As I begin writing this at least a 100 kids would have been born, and it is safe to assume that about half of them will be christened Sachin simply because they were born on a great day. Yes, Sachin has finally got the missing jewel in his crown, or has he?
As for any other avid cricket fan it was heartening for me to witness the Little Master get the elusive ton (it took a year and four days coming). Like always I watched you bat with a hope in my heart, a prayer on my lips and just enough oxygen in my lungs so I don’t need to move. And though you managed to do the unthinkable, (patience is not a virtue that comes easy to us Indians!) today seemed more a struggle than a victory, today you seemed bigger than the game…
Today I was not fighting but pleading to God that you cross the finish line so you and the team can breathe easy.
I know you were probably too occupied to notice but a youngster (relatively speaking) like Suresh Raina looked more under pressure to give you the strike rather than play his natural game. Today it was too visible to ignore.
As an ardent fan of the game and your religious devotee it was never difficult for me to rubbish those friends who kept saying that we have to ask Afghanistan and Kenya to tour our country so you could score your 100th ton. As a person who’s grown up watching you it was easy for me to ignore when you were compared to your own teammates, or when you were going through a long rough patch. Some even said that your best was behind us, but I didn’t agree.

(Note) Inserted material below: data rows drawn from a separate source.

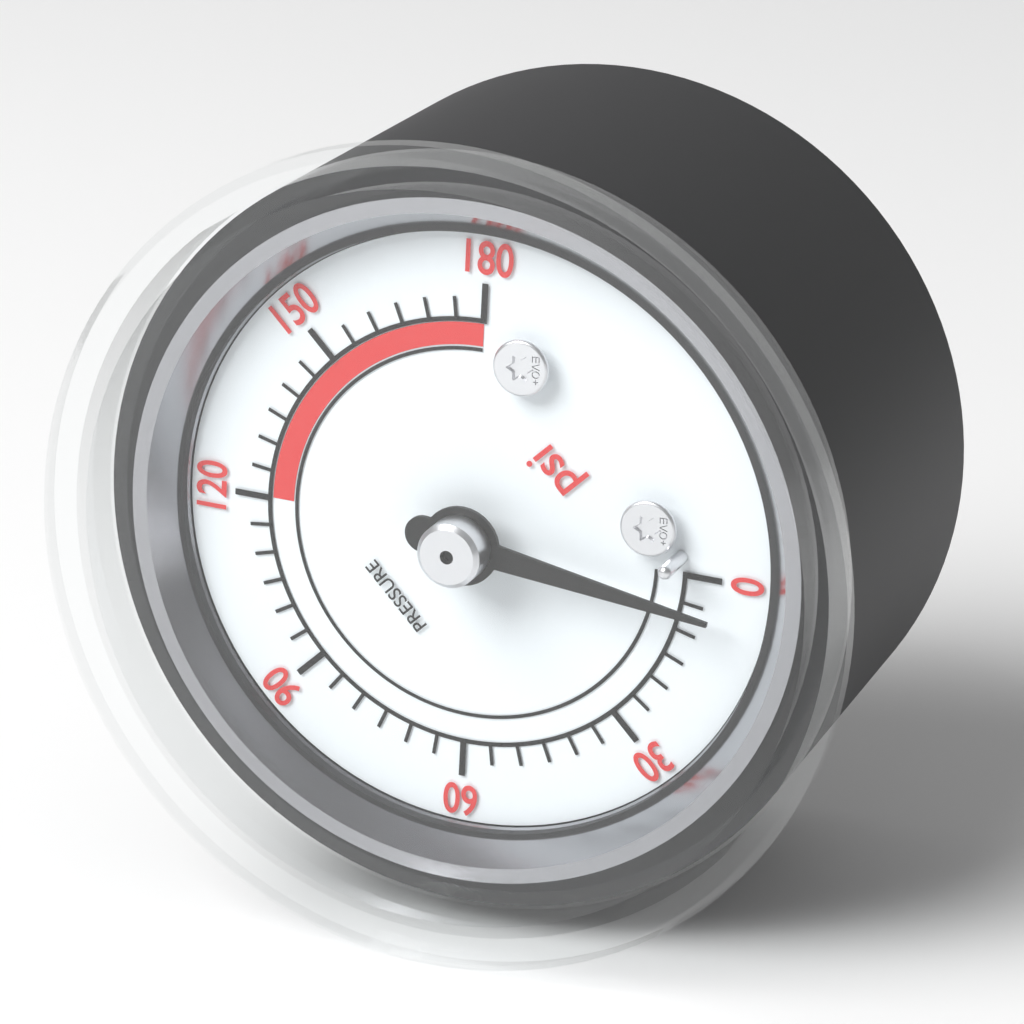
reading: 5 psi
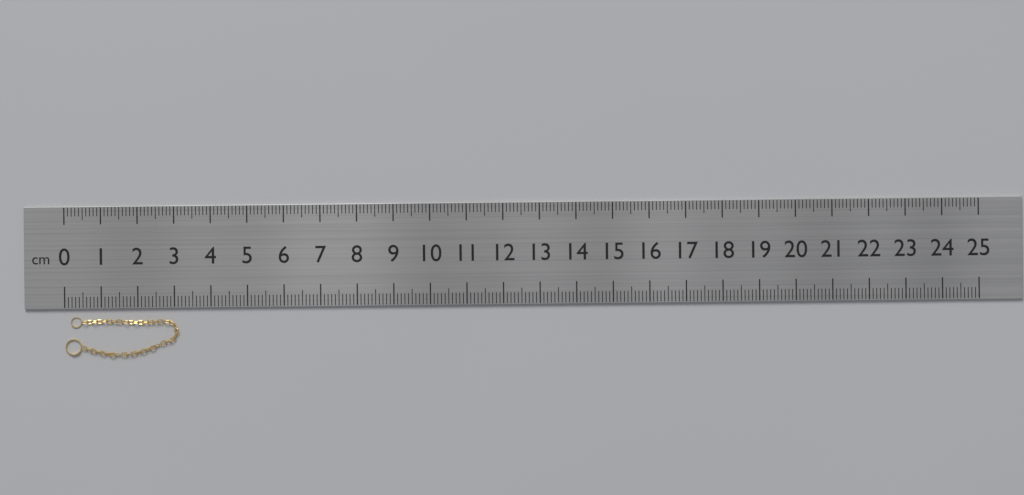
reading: 3.1 cm
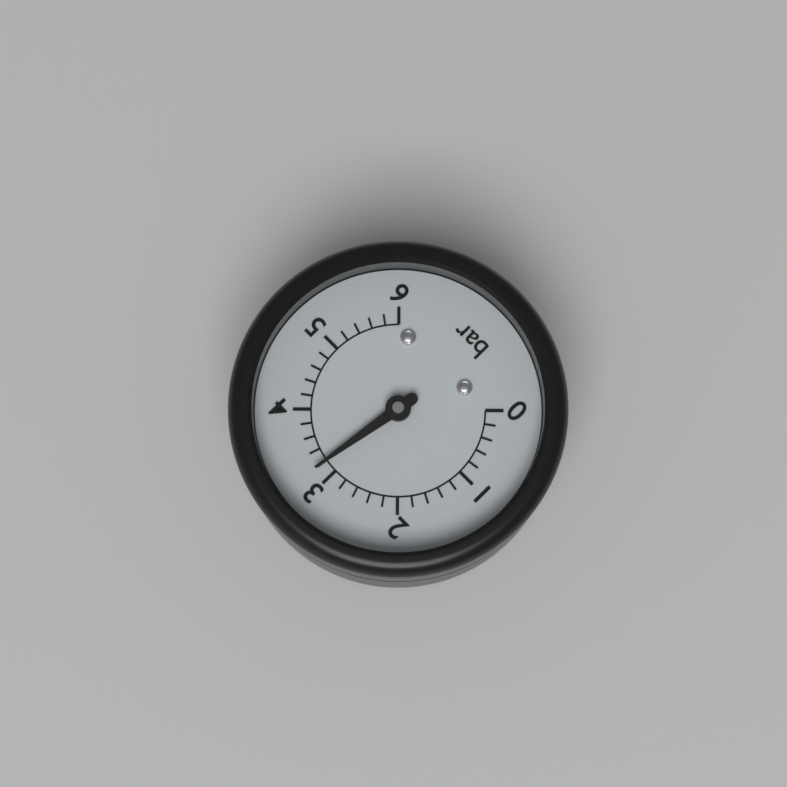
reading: 3.2 bar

Today you’ve scaled the summit some statistician came up that the rest of world was happily oblivious to till it was. (Ignorance was indeed bliss!)
Don’t get me wrong, even you’re worst critics couldn’t argue that you were as close to knighthood/immortality when you were on 99, but what none of us could figure out was why were you so overawed by it.

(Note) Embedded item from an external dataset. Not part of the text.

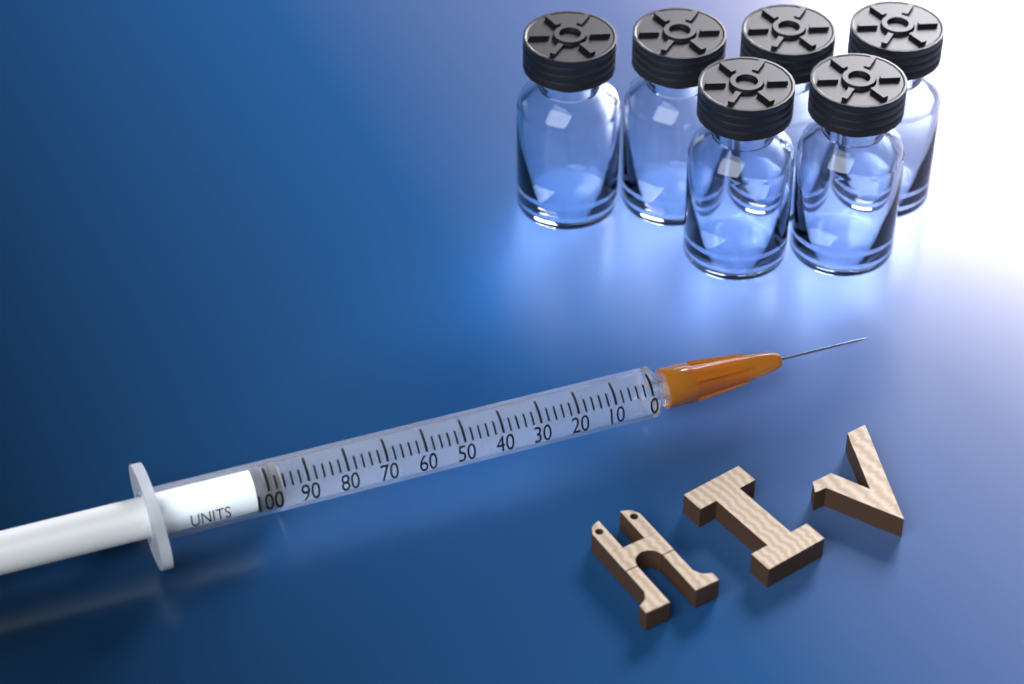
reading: 96 units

But unfortunately there is a question I can’t suppress, especially right after I’ve seen the Wall take a bow a few days back – what’s next?
Surprisingly though, now that you are there, that’s the question on everyone else’s lips too.
You see, we can and will never be able to have enough of you. You can score a 100 more tons, a few centuries in T20’s, get to 200 50’s (currently on 160) and we will still be static on our couches like frozen potatos.
So the question that needs to be asked is what is your goal?
I ask that not just as a fan but a mortal baffled by your hunger rather insatiable appetite.
Last year, when the Asian subcontinent was to hold the World Cup the entire nation prayed that we win it for you, not just win it but win it for YOU. And when we did, some of us thought that that this would be your swan song. Of course, we would miss you, but after that sensational achievement I guess we were ‘ready’ to miss you, to see you go out with the biggest high any cricketer could fathom. But you weren’t.
You recused yourself from the ODI format to focus on Tests, and slowly but surely that wave of you playing for your 100th ton gathered mass. Your performance was below par by any standards, let alone the ones you’ve set over the decades (saying ‘years’ doesn’t cut it for someone like you!)
When India got buried Down Under, and the Wall decided to call it a day, many called for your head too, especially after the drought that continued from tests to ODI’s, but I could see that you had a point to prove, not sure what the point was, but a point nonetheless.
When Sehwag was ‘rested’ for the Asia Cup, no one could see you making it to the ODI team after the dismal show in Australia. Perhaps you needed time to focus on that one format you ‘cherish’ the most, but that was not to be.
You proved everyone wrong yet again. However, I wonder if they were wrong after all when they said that this series would see you get to your ton ‘on a platter’ with teams like Bangladesh playing on subcontinent pitches.
Never mind the irony that your ton came against that very team, today I can sadly say you failed to entertain. The name ‘Sachin’ became synonymous with entertainment when you were as young as 19, and now another 19 years apart your stay at the crease seems more like a broken sabbatical, a struggle rather than the innings that took 19 years in the making.
I’m your fan but I root for Team India to win first when it takes guard against any team and the worried look on Coach Duncan Fletcher’s face and the tense dressing room language said it all as you buffered your way from 90 to 100.
I really have no one I could compare you to sheerly on longevity basis and the high benchmark you’ve set for yourself. As an ardent sport fan, however, I do know of the beauty of calling it a day while one is still cherished – Pete Sampras, Andre Agassi, Kareem Abdul Jabbar right upto Rahul Dravid being good examples.
Jammy you see was prudent enough to see that he wanted to die a hero rather than be dropped from the sole format of the game he was playing not because he couldn’t fix the chinks in his armour but because he just knew that it was time. Fortunately, no one (selectors included) can even so much as ask you to follow his lead (Kapil Dev notwithstanding), cause in many ways you are bigger than the game itself.
I know we will never admit it, and Team India will rally behind you either way, but I wish you remember what the original master Don Bradman stood for – the man who left the game at 99, the man who left it even as he scored a duck in his last innings.
From a fan to an idol, I hope you find your fairy-tale ending, whenever and wherever it may be.
Moreso, may you you continue to play freely before someone somewhere comes up with another statistic or record you’re yet to scale. May you continue to be Sachin Ramesh Tendulkar.